A Quote by Haruki Murakami

I stare at her chest. As she breathes, the rounded peaks move up and down like the swell of waves, somehow reminding me of rain falling softly on a broad stretch of sea. I'm the lonely voyager standing on deck, and she's the sea. The sky is a blanket of gray, merging with the gray sea off on the horizon. It's hard to tell the difference between sea and sky. Between voyager and sea. Between reality and the workings of the heart.
It's hard to tell the difference between sea and sky, between voyager and sea. Between reality and the workings of the heart.
Inside that darkness, i saw rain falling on the sea. Rain softly falling on a vast sea, with no one there to see it. The rain strikes the surface of the sea, yet even the fish don't know it is raining.
Every time I look at it, It looks back at me I love the sea, its waters are blue And the sky is too And the sea is very dear to me If when I grow up and the sea is still there Then I’ll open my eyes and smell the fresh air Because the sea is very dear to me The sea is very calm and that’s why I like it there The sand is brand new and the wind blows in my hair And the sea is very dear to me.
My real log is written in the sea and sky; the sails talking with the rain and the stars amid the sounds of the sea, the silences full of secret things between my boat and me, like the times I spent as a child listening to the forest talk.
I must go down to the sea again, to the lonely sea and the sky; and all I ask is a tall ship and a star to steer her by.
The sun was like a word written between the sea and the sky, a word that was swallowed up by the sea before any man had time to read it.
Who can really distinguish between the sea and what's reflected in it? Or tell the difference between the falling rain and loneliness?
It is the sea that whitens the roof. The sea drifts through the winter air. It is the sea that the north wind makes. The sea is in the falling snow.
So fine was the morning except for a streak of wind here and there that the sea and sky looked all one fabric, as if sails were stuck high up in the sky, or the clouds had dropped down into the sea.
When you grow up by the sea, you spend a good deal of time looking at the horizon. You wonder what on Earth the waves might bring - and where the sea might deposit you - until one day you know you have lived between two places, the scene of arrival and the point of departure.
Down below the broad, roaring waves of the sea break against the deep foundation of the rock. But high above the mountain, the sea, and the peaks of rock the eternal ornamentation blooms silently from the dark depths of the universe.
This wasn't the sea of the inexorable horizon and smashing waves, not the sea of distance and violence, but the sea of the etenally leveling patience and wetness of water. Whether it comes to you in a storm or in a cup, it owns you--we are more water than dust. It is our origin and our destination.
I grew up with the sea, and poverty for me was sumptuous; then I lost the sea and found all luxuries gray and poverty unbearable.
Often I have thought of the day when I gazed for the first time at the sea. The sea is vast, the sea is wide, my eyes roved far and wide and longed to be free. But there was the horizon. Why a horizon, when I wanted the infinite from life?
The sea is the source of water and the source of wind; for neither would blasts of wind arise in the clouds and blow out from within them, except for the great sea, nor would the streams of rivers nor the rain-water in the sky exist but for the sea ; but the great sea is the begetter of clouds and winds and rivers.
And in between the two, in between the sky and the sea, were all the winds. And there were all the nights and all the moons. To be a castaway is to be a point perpetually at the centre of a circle. However much things may appear to change-the sea may shift from whisper to rage, the sky might go from fresh blue to blinding white to darkest black-the geometry never changes. Your gaze is always a radius. The circumference is ever great. In fact, the circles multiply. To be a castaway is to be caught in a harrowing ballet of circles.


▸ **Assignment**
What you should write out is every line from the one containing "The height and width of the screenshot is (309, 615)." to the end of the data, exactly and with nothing else.
------------------------------------------------------------------------
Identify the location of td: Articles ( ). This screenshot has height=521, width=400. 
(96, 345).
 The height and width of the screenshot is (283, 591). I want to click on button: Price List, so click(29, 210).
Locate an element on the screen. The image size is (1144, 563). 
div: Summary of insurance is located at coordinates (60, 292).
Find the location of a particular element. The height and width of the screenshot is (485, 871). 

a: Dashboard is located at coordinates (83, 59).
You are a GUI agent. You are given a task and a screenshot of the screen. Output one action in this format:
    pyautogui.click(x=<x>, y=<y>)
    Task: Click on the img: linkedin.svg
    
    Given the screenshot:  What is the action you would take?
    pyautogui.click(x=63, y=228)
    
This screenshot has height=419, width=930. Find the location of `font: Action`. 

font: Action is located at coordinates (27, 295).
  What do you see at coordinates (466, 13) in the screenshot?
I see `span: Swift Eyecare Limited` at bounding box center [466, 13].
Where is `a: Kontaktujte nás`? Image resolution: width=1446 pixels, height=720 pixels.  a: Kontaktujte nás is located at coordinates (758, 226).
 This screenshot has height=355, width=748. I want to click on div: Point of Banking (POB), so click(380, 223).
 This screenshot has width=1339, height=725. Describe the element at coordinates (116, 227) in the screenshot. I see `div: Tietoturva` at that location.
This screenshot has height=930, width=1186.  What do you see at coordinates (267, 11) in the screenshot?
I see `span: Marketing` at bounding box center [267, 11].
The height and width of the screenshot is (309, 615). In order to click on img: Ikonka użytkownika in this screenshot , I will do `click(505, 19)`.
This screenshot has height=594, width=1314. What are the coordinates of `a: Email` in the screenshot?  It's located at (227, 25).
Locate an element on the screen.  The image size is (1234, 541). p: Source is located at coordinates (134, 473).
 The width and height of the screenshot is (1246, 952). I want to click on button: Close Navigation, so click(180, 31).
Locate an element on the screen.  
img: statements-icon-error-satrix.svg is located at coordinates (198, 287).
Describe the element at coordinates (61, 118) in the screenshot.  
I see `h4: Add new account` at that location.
------------------------------------------------------------------------
▸ **Your response**
The height and width of the screenshot is (309, 615). In order to click on img: Ikonka użytkownika in this screenshot , I will do `click(505, 19)`.
This screenshot has height=594, width=1314. What are the coordinates of `a: Email` in the screenshot?  It's located at (227, 25).
Locate an element on the screen.  The image size is (1234, 541). p: Source is located at coordinates (134, 473).
 The width and height of the screenshot is (1246, 952). I want to click on button: Close Navigation, so click(180, 31).
Locate an element on the screen.  
img: statements-icon-error-satrix.svg is located at coordinates (198, 287).
Describe the element at coordinates (61, 118) in the screenshot.  
I see `h4: Add new account` at that location.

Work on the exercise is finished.